While I agree that you should definitely use your tools in the best way you're capable of, I think for most people there's a baseline expectation that if you save data in a database, that data will be safe (at the very least, recoverable) unless something happens like the server catching on fire.
Nearly every other major database has this as the default -- MySQL, PostgreSQL, CouchDB, and Berkeley DB to name a few. (Redis doesn't, but it's also very upfront about it, and does provide this kind of durability as an option from early on.) So when MongoDB breaks this expectation, and when asked to support it as an option, just says, "That's what more hardware is for," it's a pretty big turnoff.

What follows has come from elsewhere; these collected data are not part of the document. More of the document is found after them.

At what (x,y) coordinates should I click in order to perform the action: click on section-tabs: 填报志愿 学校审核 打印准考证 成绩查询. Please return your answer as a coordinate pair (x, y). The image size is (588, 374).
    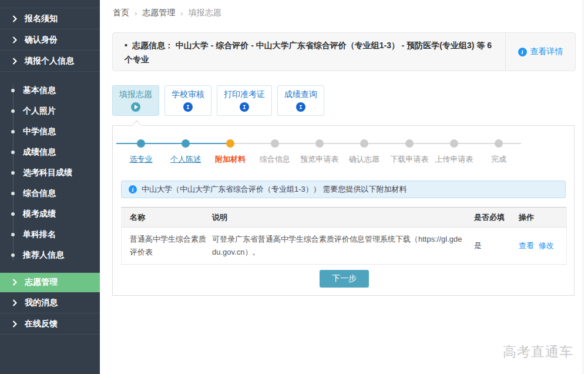
    Looking at the image, I should click on (219, 101). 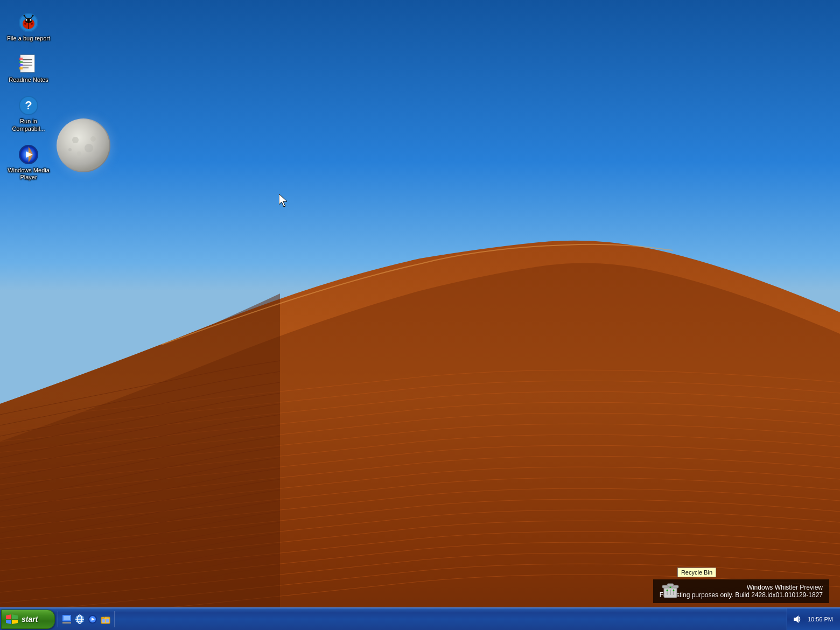 I want to click on run-compat-icon: ? Run in Compatibil..., so click(x=29, y=113).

Mongo client's "safe" operator causes the client to see if the database threw an error and throw an error itself. Like someone mentioned, it mostly falls on the mongo clients to implement this. We mostly use fire-and-forget for our application, since it is just logging stats and speed is more important than losing an increment here or there. There should probably be better documentation telling people to always use the safe operations for important data.
There is also the durability issue. Early versions shipped with durability turned off by default and required replication to maintain durability. Mongo has had the journal feature since 1.8 and has it enabled by default since 1.9.2. (current version is 2.0)

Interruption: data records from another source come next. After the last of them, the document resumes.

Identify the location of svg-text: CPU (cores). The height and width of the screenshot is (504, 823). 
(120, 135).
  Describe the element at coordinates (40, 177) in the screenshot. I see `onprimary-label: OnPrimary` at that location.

So while mongo has definitely been unsafe in the past, both kinds of safety are now supported, and one is default. The other is either not that big a deal or egregious, depending on the way you view mongo.
Care to explain? I believe for Redis, "appendfsync everysec" is the default. The poster's point was that MySQL and Postgres both ship with something like "appendfsync always", and you have to opt-in to the the less safe mode if you want to get more performance. Redis ships with the less safe mode pre-selected, and so has higher performance out-of-the-box.
You're right. The Postgres equivalent to "appendfsync always" is "synchronous_commit = on". Which AFAIK is the default.
However, one of the nice things about redis is that even if you run "appendfsync everysec" you never run the risk of corruption. You're only risk is losing a maximum of 2 seconds worth of data.
Nearly every other major database has this as the default -- MySQL, PostgreSQL, CouchDB, and Berkeley DB to name a few. (Redis doesn't, but it's also very upfront about it, and does provide this kind of durability as an option from early on.) So when MongoDB breaks this expectation, and when asked to support it as an option, just says, "That's what more hardware is for," it's a pretty big turnoff.